The future of data analysis excites me, and I really geek out over the possibilities. This has fractal-type potential: no matter whether we’re looking at data science from the MBA-typical “thirty-thousand foot view” or ångström altitude, we can find ways to change the world. (And if you’re working on this stuff and want some cross-domain thinking, let’s talk.)

Turning the tables with OSINT

Baby platypuses with fedoras

You never know who's on the case

The SANS ISC originally started as a place to share threat intelligence and analysis, partly based on DShield data and partly based on near-real-time input from the wider network security community. These days, it principally acts as a network security blog with little connection to active threat intel, though it does highlight patch releases.

Earlier in the week, an ISC post on OSINT tactics grabbed my attention. While we await the imminent release of the new version of Maltego (and CaseFile), other tools can help as well. FOCA (Spanish-language site) handles metadata parsing from local documents and simplifies using Google for finding interesting documents on a site, aka “Google hacking“. Apparently, it can also try some direct connections (like HTTP brute-forcing and DNS enumeration).

On a related note, as seen in the comments on that post, Cryptome released a DHS document this year entitled “Publicly Available Social Media Monitoring and Situational Awareness Initiative Update“. This really just lists a lot of publicly available social media sites, tools, and aggregators. What you need might not exist, though, and it’s worth understanding APIs like what Twitter provides. Unfortunately, the Google Social Graph API will go away this spring. I don’t know of any good replacements, but I’d love to find one.

While I have a few concerns related to civil liberties about DHS trolling through all of these, that doesn’t change the fact that your adversaries, regardless of affiliation or organization, will go about this. So while you should think about monitoring your own organization proactively, also consider the possibility and appropriateness of engaging in OSINT against them. Krypt3ia has explained this use of OSINT, though he’s not teaching you to find jihadists. That doesn’t mean, of course, that an intelligent, motivated analyst can’t research techniques and data on his own.
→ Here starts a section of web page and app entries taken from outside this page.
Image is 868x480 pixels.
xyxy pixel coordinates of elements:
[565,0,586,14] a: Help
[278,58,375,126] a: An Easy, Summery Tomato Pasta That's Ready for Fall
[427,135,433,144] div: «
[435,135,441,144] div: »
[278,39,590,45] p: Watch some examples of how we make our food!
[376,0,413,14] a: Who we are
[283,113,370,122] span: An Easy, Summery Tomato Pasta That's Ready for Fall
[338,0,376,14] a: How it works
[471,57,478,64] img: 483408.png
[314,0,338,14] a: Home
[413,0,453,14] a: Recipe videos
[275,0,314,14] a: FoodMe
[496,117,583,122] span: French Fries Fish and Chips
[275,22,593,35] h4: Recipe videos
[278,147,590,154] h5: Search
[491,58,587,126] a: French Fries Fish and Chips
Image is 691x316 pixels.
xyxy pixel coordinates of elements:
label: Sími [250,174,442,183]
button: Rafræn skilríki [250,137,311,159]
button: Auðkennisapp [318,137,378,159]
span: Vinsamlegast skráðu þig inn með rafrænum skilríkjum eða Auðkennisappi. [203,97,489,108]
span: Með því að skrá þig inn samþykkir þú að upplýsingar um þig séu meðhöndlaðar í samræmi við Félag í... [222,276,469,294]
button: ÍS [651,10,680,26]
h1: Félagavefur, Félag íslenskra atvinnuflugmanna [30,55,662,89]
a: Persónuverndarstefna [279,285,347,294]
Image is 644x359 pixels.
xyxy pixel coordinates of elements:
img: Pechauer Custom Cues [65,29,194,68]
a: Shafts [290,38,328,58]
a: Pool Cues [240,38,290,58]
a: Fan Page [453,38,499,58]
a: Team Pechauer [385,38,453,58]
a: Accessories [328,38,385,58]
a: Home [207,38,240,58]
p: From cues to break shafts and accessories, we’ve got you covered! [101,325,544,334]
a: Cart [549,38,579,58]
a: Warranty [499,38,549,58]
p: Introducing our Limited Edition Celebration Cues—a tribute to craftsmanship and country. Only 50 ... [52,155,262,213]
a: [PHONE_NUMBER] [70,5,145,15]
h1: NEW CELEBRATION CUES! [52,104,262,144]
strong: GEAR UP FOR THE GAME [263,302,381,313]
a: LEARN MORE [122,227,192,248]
But this can include areas other than getting involved in geopolitical controversy. Perhaps you’re working on an investigation where you have at least some information on the attacker. In some cases, you may choose to take the additional step of gathering further data. (You also might want to consult with your legal counsel, depending on what you choose to do.) I have worked in the past on situations where we identified the attacker in great detail before notifying law enforcement. And because his OPSEC frankly sucked, we could do this through entirely legal and open methods. This distinguishes itself from “hacking back” by restraining itself to gathering information through public data sources only, rather than engaging in any vulnerability exploitation or accessing unauthorized systems and data.

Alternately, consider the uses for other types of investigations. Perhaps you’ve taken an interest in suspicions of local corruption, or you have some reason to believe that somebody on the Internet (e.g. a site, company, or charlatan^W evangelist / expert) has some dirty laundry that needs washing in the open air.

The world has changed, and we can either change with it or hide from it. If you’re already working in network security, only one choice makes any sense.